Is the Audience Always Right?

EDITORIAL. At the Danish Film Institute from time to time we consider introducing a reverse audience award, that is, an award to the audience. The award would go to the movie audience that has the curiosity, courage and energy to seek out challenging movie experiences. An audience of people ready to take a chance and dig deep into their pockets without knowing exactly where the film will take them: perhaps it's a film with unknown actors, from an unknown place, telling stories in other images and other voices than we are used to seeing and hearing. That audience exists and deserves to be honoured.

Unfortunately, there are times when such an audience is hard to spot. Looking at the Danish box office returns from the last couple of years, there is little reason to boast that Danes are the world's most courageous moviegoers. Too often we tend to go for the familiar and the entertaining. And understandably so. The box office results are appreciated and the income benefits the industry, but where does that leave the development of the art form?

"While respect for the audience is good, it must never lead to timidity about challenging it."

"While respect for the audience is good, it must never lead to timidity about challenging it."

We in the film industry have an obligation to look beyond the next financial report. This may seem like a provocative statement to make at a time when large sections of the industry are gasping for air, but at least we, the public funding bodies, must have the courage to insist, bearing in mind that a lack of innovation and an unwillingness to take risks undercuts both the art of cinema and the long-term viability of the film industry.

One of my favourite TV shows, "The West Wing", has a character quote a 19th-century French politician who watched a crowd run by and exclaimed, "There go my people. I must find out where they're going so I can lead them." A parallel today is the marketing claim that "The user is king." But if "the king" doesn't move, maybe it makes more sense to learn from a powerful, innovative brand like Apple that has the audacity to put out products assuming that consumers are going to think they are cool. Without asking them first.

It's good that directors and others are showing a growing interest in audiences and their habits, but scanning last year's box-office list and trying to ape the biggest blockbusters simply isn't god enough. While respect for the audience is good, it must never lead to timidity about challenging it. We should learn from moviegoers' behaviour and cajole, push and, if necessary, coerce them to show openness and courage. And we should make it easy for the audience, with lots of interacting windows and platforms.

Finally, we must make room for and protect those artists and merchants who dare to go their own way, however unruly they may seem – and no matter how strange the films are. And then perhaps we should get around to introducing that award.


→ EXERCISE
What you return must match the records exactly, except that the pictures are gone.

→ RECORD SET
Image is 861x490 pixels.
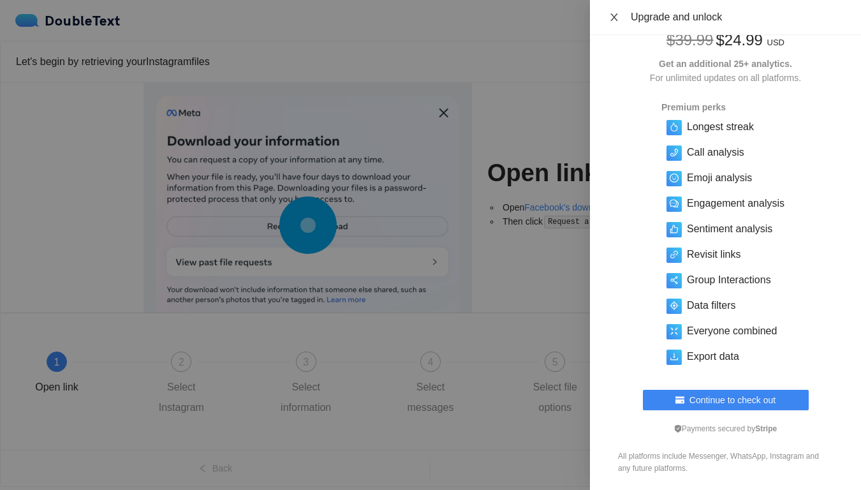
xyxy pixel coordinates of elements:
[631,10,846,24] div: Upgrade and unlock
[767,38,785,47] span: USD
[687,247,741,262] h5: Revisit links
[755,424,777,433] b: Stripe
[605,11,623,24] button: Close
[670,199,679,208] span: comment
[661,102,726,112] strong: Premium perks
[670,276,679,284] span: share-alt
[670,225,679,233] span: like
[670,301,679,310] span: aim
[670,352,679,361] span: download
[643,390,809,410] button: credit-cardContinue to check out
[675,395,684,406] span: credit-card
[667,31,713,48] span: $ 39.99
[618,452,819,473] span: All platforms include Messenger, WhatsApp, Instagram and any future platforms.
[687,196,785,211] h5: Engagement analysis
[687,323,777,339] h5: Everyone combined
[670,122,679,131] span: fire
[687,298,735,313] h5: Data filters
[690,393,776,407] span: Continue to check out
[670,148,679,157] span: phone
[687,145,744,160] h5: Call analysis
[687,119,754,135] h5: Longest streak
[674,425,682,432] span: safety-certificate
[650,73,801,83] span: For unlimited updates on all platforms.
[674,424,777,433] span: Payments secured by
[687,349,739,364] h5: Export data
[659,59,792,69] strong: Get an additional 25+ analytics.
[716,31,762,48] span: $ 24.99
[670,250,679,259] span: link
[670,327,679,336] span: fullscreen-exit
[609,12,619,22] span: close
[670,173,679,182] span: smile
[687,272,771,288] h5: Group Interactions
[687,221,772,237] h5: Sentiment analysis
[687,170,752,186] h5: Emoji analysis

→ RESULT BELOW
Image is 861x490 pixels.
xyxy pixel coordinates of elements:
[631,10,846,24] div: Upgrade and unlock
[767,38,785,47] span: USD
[687,247,741,262] h5: Revisit links
[755,424,777,433] b: Stripe
[605,11,623,24] button: Close
[670,199,679,208] span: comment
[661,102,726,112] strong: Premium perks
[670,276,679,284] span: share-alt
[670,225,679,233] span: like
[670,301,679,310] span: aim
[670,352,679,361] span: download
[643,390,809,410] button: credit-cardContinue to check out
[675,395,684,406] span: credit-card
[667,31,713,48] span: $ 39.99
[618,452,819,473] span: All platforms include Messenger, WhatsApp, Instagram and any future platforms.
[687,196,785,211] h5: Engagement analysis
[687,323,777,339] h5: Everyone combined
[670,122,679,131] span: fire
[687,298,735,313] h5: Data filters
[690,393,776,407] span: Continue to check out
[670,148,679,157] span: phone
[687,145,744,160] h5: Call analysis
[687,119,754,135] h5: Longest streak
[674,425,682,432] span: safety-certificate
[650,73,801,83] span: For unlimited updates on all platforms.
[674,424,777,433] span: Payments secured by
[687,349,739,364] h5: Export data
[659,59,792,69] strong: Get an additional 25+ analytics.
[716,31,762,48] span: $ 24.99
[670,250,679,259] span: link
[670,327,679,336] span: fullscreen-exit
[609,12,619,22] span: close
[670,173,679,182] span: smile
[687,272,771,288] h5: Group Interactions
[687,221,772,237] h5: Sentiment analysis
[687,170,752,186] h5: Emoji analysis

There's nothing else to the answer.